Gladys West, mathematician whose work helped enable GPS, dies at 95
Dr. Gladys West, a mathematician at the U.S. Naval Weapons Laboratory whose modeling of the Earth’s shape contributed to the development of the global positioning system, died on Jan. 17 in Fredericksburg, Va. She was 95 and lived with her daughter, Carolyn West Oglesby. Her work at the Dahlgren, Va., facility was long carried out in near anonymity.
“Dr. West’s mathematics really did lay the foundation for the global positioning system to be built,” D. Sarah Stamps, a geophysicist at Virginia Tech, said in an interview. The article said she was almost 90 before she received any recognition for her contributions. Dr. West joined the Navy weapons facility in 1956 and was one of four Black employees there.
Her early duties included using a hand calculator to verify bombing tables. Later she helped program computers to run billions of calculations tracking planetary motion and led a team using an IBM 7030 to calculate the precise shape of the Earth; those calculations were incorporated into the World Geodetic System used by GPS, the article said.
Bradford Parkinson, the Air Force colonel who led the development of GPS, said the orbit calculations reflect that accumulated knowledge. Her role remained largely unknown until an alumna at a 2018 sorority event helped publicize her story and a local newspaper article drew wider attention.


**WHAT THE TASK REQUIRES:** Transcribe every entry word for word, leaving out all images.

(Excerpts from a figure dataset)
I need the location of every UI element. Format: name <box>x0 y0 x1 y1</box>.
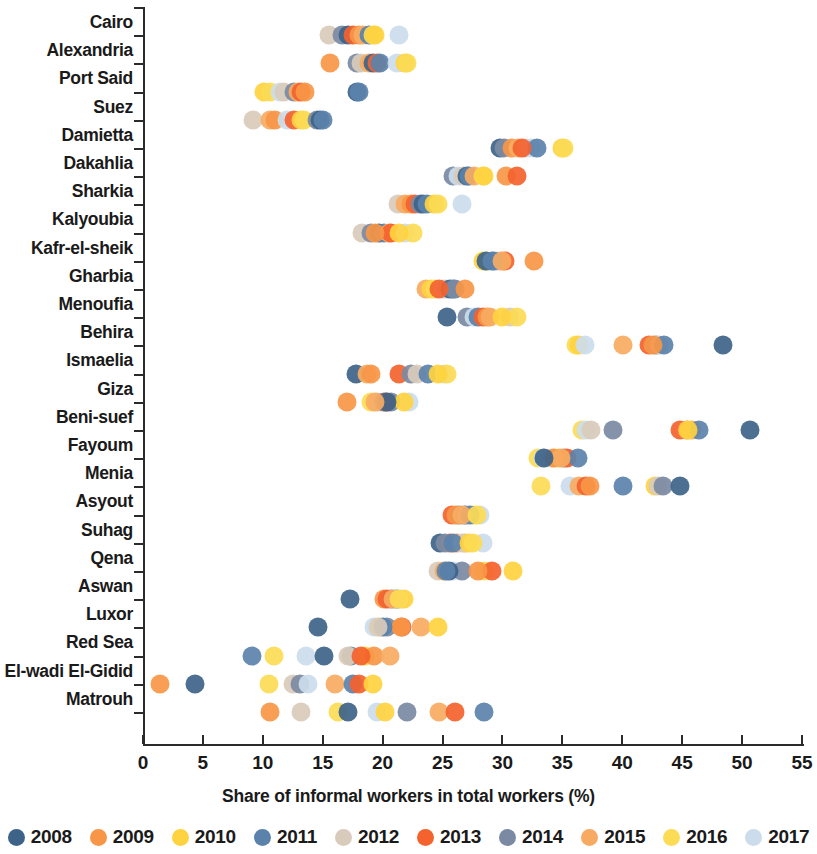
data-point <box>531 477 550 496</box>
y-axis-tick <box>134 656 143 658</box>
data-point <box>507 167 526 186</box>
y-axis-tick <box>134 233 143 235</box>
data-point <box>366 392 385 411</box>
data-point <box>366 223 385 242</box>
data-point <box>259 674 278 693</box>
y-axis-tick <box>134 627 143 629</box>
data-point <box>361 364 380 383</box>
data-point <box>428 364 447 383</box>
legend-label: 2015 <box>604 826 645 848</box>
y-axis-tick <box>134 684 143 686</box>
legend-item-2013[interactable]: 2013 <box>417 826 481 848</box>
legend-item-2014[interactable]: 2014 <box>499 826 563 848</box>
x-axis-title: Share of informal workers in total worke… <box>0 786 817 807</box>
data-point <box>445 702 464 721</box>
y-axis-label: Kalyoubia <box>52 209 133 230</box>
data-point <box>437 561 456 580</box>
data-point <box>475 702 494 721</box>
x-axis-tick-label: 5 <box>198 752 209 774</box>
y-axis-tick <box>134 486 143 488</box>
y-axis-label: Behira <box>80 322 133 343</box>
data-point <box>395 392 414 411</box>
legend-label: 2013 <box>440 826 481 848</box>
x-axis-tick-label: 15 <box>312 752 333 774</box>
y-axis-tick <box>134 345 143 347</box>
data-point <box>614 336 633 355</box>
y-axis-label: Fayoum <box>68 435 133 456</box>
y-axis-labels: CairoAlexandriaPort SaidSuezDamiettaDaka… <box>0 0 133 760</box>
data-point <box>582 420 601 439</box>
legend-item-2011[interactable]: 2011 <box>254 826 317 848</box>
data-point <box>554 138 573 157</box>
y-axis-label: Cairo <box>90 12 133 33</box>
x-axis-tick <box>621 735 623 744</box>
legend-swatch-icon <box>172 829 189 846</box>
data-point <box>185 674 204 693</box>
y-axis-label: Kafr-el-sheik <box>31 237 133 258</box>
x-axis-tick <box>442 735 444 744</box>
data-point <box>320 54 339 73</box>
data-point <box>576 336 595 355</box>
legend-swatch-icon <box>335 829 352 846</box>
y-axis-label: Suhag <box>81 519 133 540</box>
x-axis-tick <box>382 735 384 744</box>
y-axis-tick <box>134 317 143 319</box>
y-axis-label: Port Said <box>59 68 133 89</box>
legend-label: 2009 <box>113 826 154 848</box>
x-axis-tick <box>262 735 264 744</box>
data-point <box>243 646 262 665</box>
legend-swatch-icon <box>499 829 516 846</box>
x-axis-tick <box>741 735 743 744</box>
y-axis-label: Giza <box>97 378 133 399</box>
y-axis-label: Damietta <box>61 124 133 145</box>
data-point <box>299 674 318 693</box>
data-point <box>364 674 383 693</box>
y-axis-tick <box>134 204 143 206</box>
legend-swatch-icon <box>417 829 434 846</box>
data-point <box>314 646 333 665</box>
data-point <box>352 646 371 665</box>
y-axis-tick <box>134 599 143 601</box>
data-point <box>456 279 475 298</box>
y-axis-label: Beni-suef <box>56 406 133 427</box>
x-axis-tick-label: 40 <box>612 752 633 774</box>
legend-label: 2012 <box>358 826 399 848</box>
data-point <box>264 646 283 665</box>
data-point <box>452 195 471 214</box>
data-point <box>552 449 571 468</box>
legend-item-2015[interactable]: 2015 <box>581 826 645 848</box>
data-point <box>349 82 368 101</box>
x-axis-tick <box>681 735 683 744</box>
data-point <box>679 420 698 439</box>
data-point <box>391 618 410 637</box>
data-point <box>463 533 482 552</box>
y-axis-tick-top <box>134 7 143 9</box>
data-point <box>469 561 488 580</box>
legend-item-2009[interactable]: 2009 <box>90 826 154 848</box>
y-axis-tick <box>134 63 143 65</box>
data-point <box>390 223 409 242</box>
y-axis-label: Matrouh <box>66 688 133 709</box>
legend-item-2008[interactable]: 2008 <box>8 826 72 848</box>
data-point <box>475 167 494 186</box>
data-point <box>568 449 587 468</box>
data-point <box>741 420 760 439</box>
y-axis-tick <box>134 571 143 573</box>
data-point <box>512 138 531 157</box>
legend-label: 2014 <box>522 826 563 848</box>
legend-item-2010[interactable]: 2010 <box>172 826 236 848</box>
y-axis-label: Luxor <box>86 604 133 625</box>
data-point <box>603 420 622 439</box>
data-point <box>580 477 599 496</box>
data-point <box>438 308 457 327</box>
legend-item-2017[interactable]: 2017 <box>745 826 809 848</box>
data-point <box>325 674 344 693</box>
y-axis-tick <box>134 289 143 291</box>
y-axis-label: Gharbia <box>69 265 133 286</box>
y-axis-tick <box>134 35 143 37</box>
legend-item-2016[interactable]: 2016 <box>663 826 727 848</box>
x-axis-tick <box>322 735 324 744</box>
y-axis-tick <box>134 120 143 122</box>
legend-item-2012[interactable]: 2012 <box>335 826 399 848</box>
legend-swatch-icon <box>663 829 680 846</box>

**TASK RESULT:**
I need the location of every UI element. Format: name <box>x0 y0 x1 y1</box>.
data-point <box>531 477 550 496</box>
y-axis-tick <box>134 656 143 658</box>
data-point <box>507 167 526 186</box>
y-axis-tick <box>134 233 143 235</box>
data-point <box>366 392 385 411</box>
data-point <box>366 223 385 242</box>
data-point <box>259 674 278 693</box>
y-axis-tick <box>134 627 143 629</box>
data-point <box>361 364 380 383</box>
data-point <box>428 364 447 383</box>
legend-label: 2015 <box>604 826 645 848</box>
y-axis-tick <box>134 684 143 686</box>
legend-item-2013[interactable]: 2013 <box>417 826 481 848</box>
legend-item-2014[interactable]: 2014 <box>499 826 563 848</box>
x-axis-title: Share of informal workers in total worke… <box>0 786 817 807</box>
data-point <box>445 702 464 721</box>
y-axis-label: Kalyoubia <box>52 209 133 230</box>
data-point <box>437 561 456 580</box>
data-point <box>475 702 494 721</box>
x-axis-tick-label: 5 <box>198 752 209 774</box>
y-axis-tick <box>134 486 143 488</box>
y-axis-label: Behira <box>80 322 133 343</box>
data-point <box>395 392 414 411</box>
legend-label: 2013 <box>440 826 481 848</box>
x-axis-tick-label: 15 <box>312 752 333 774</box>
y-axis-tick <box>134 345 143 347</box>
data-point <box>614 336 633 355</box>
y-axis-label: Fayoum <box>68 435 133 456</box>
y-axis-labels: CairoAlexandriaPort SaidSuezDamiettaDaka… <box>0 0 133 760</box>
data-point <box>582 420 601 439</box>
legend-item-2011[interactable]: 2011 <box>254 826 317 848</box>
data-point <box>554 138 573 157</box>
y-axis-label: Cairo <box>90 12 133 33</box>
x-axis-tick <box>621 735 623 744</box>
legend-swatch-icon <box>172 829 189 846</box>
data-point <box>185 674 204 693</box>
y-axis-label: Kafr-el-sheik <box>31 237 133 258</box>
x-axis-tick <box>442 735 444 744</box>
data-point <box>320 54 339 73</box>
data-point <box>576 336 595 355</box>
legend-swatch-icon <box>335 829 352 846</box>
y-axis-label: Suhag <box>81 519 133 540</box>
x-axis-tick <box>382 735 384 744</box>
y-axis-tick <box>134 317 143 319</box>
y-axis-label: Port Said <box>59 68 133 89</box>
legend-label: 2009 <box>113 826 154 848</box>
x-axis-tick <box>262 735 264 744</box>
data-point <box>243 646 262 665</box>
legend-swatch-icon <box>499 829 516 846</box>
x-axis-tick <box>741 735 743 744</box>
y-axis-label: Giza <box>97 378 133 399</box>
y-axis-label: Damietta <box>61 124 133 145</box>
data-point <box>299 674 318 693</box>
data-point <box>364 674 383 693</box>
y-axis-tick <box>134 204 143 206</box>
legend-swatch-icon <box>417 829 434 846</box>
data-point <box>314 646 333 665</box>
data-point <box>352 646 371 665</box>
y-axis-tick <box>134 599 143 601</box>
data-point <box>456 279 475 298</box>
y-axis-label: Beni-suef <box>56 406 133 427</box>
x-axis-tick-label: 40 <box>612 752 633 774</box>
legend-label: 2012 <box>358 826 399 848</box>
data-point <box>264 646 283 665</box>
data-point <box>452 195 471 214</box>
data-point <box>552 449 571 468</box>
legend-item-2015[interactable]: 2015 <box>581 826 645 848</box>
data-point <box>349 82 368 101</box>
x-axis-tick <box>681 735 683 744</box>
data-point <box>679 420 698 439</box>
data-point <box>391 618 410 637</box>
data-point <box>463 533 482 552</box>
y-axis-tick-top <box>134 7 143 9</box>
data-point <box>469 561 488 580</box>
legend-item-2009[interactable]: 2009 <box>90 826 154 848</box>
y-axis-tick <box>134 63 143 65</box>
data-point <box>390 223 409 242</box>
y-axis-label: Matrouh <box>66 688 133 709</box>
legend-item-2008[interactable]: 2008 <box>8 826 72 848</box>
data-point <box>475 167 494 186</box>
data-point <box>568 449 587 468</box>
data-point <box>741 420 760 439</box>
y-axis-tick <box>134 571 143 573</box>
data-point <box>512 138 531 157</box>
legend-label: 2014 <box>522 826 563 848</box>
legend-item-2010[interactable]: 2010 <box>172 826 236 848</box>
y-axis-label: Luxor <box>86 604 133 625</box>
data-point <box>603 420 622 439</box>
data-point <box>580 477 599 496</box>
data-point <box>438 308 457 327</box>
legend-item-2017[interactable]: 2017 <box>745 826 809 848</box>
data-point <box>325 674 344 693</box>
y-axis-tick <box>134 289 143 291</box>
y-axis-label: Gharbia <box>69 265 133 286</box>
y-axis-tick <box>134 35 143 37</box>
legend-item-2016[interactable]: 2016 <box>663 826 727 848</box>
x-axis-tick <box>322 735 324 744</box>
y-axis-tick <box>134 120 143 122</box>
legend-item-2012[interactable]: 2012 <box>335 826 399 848</box>
legend-swatch-icon <box>663 829 680 846</box>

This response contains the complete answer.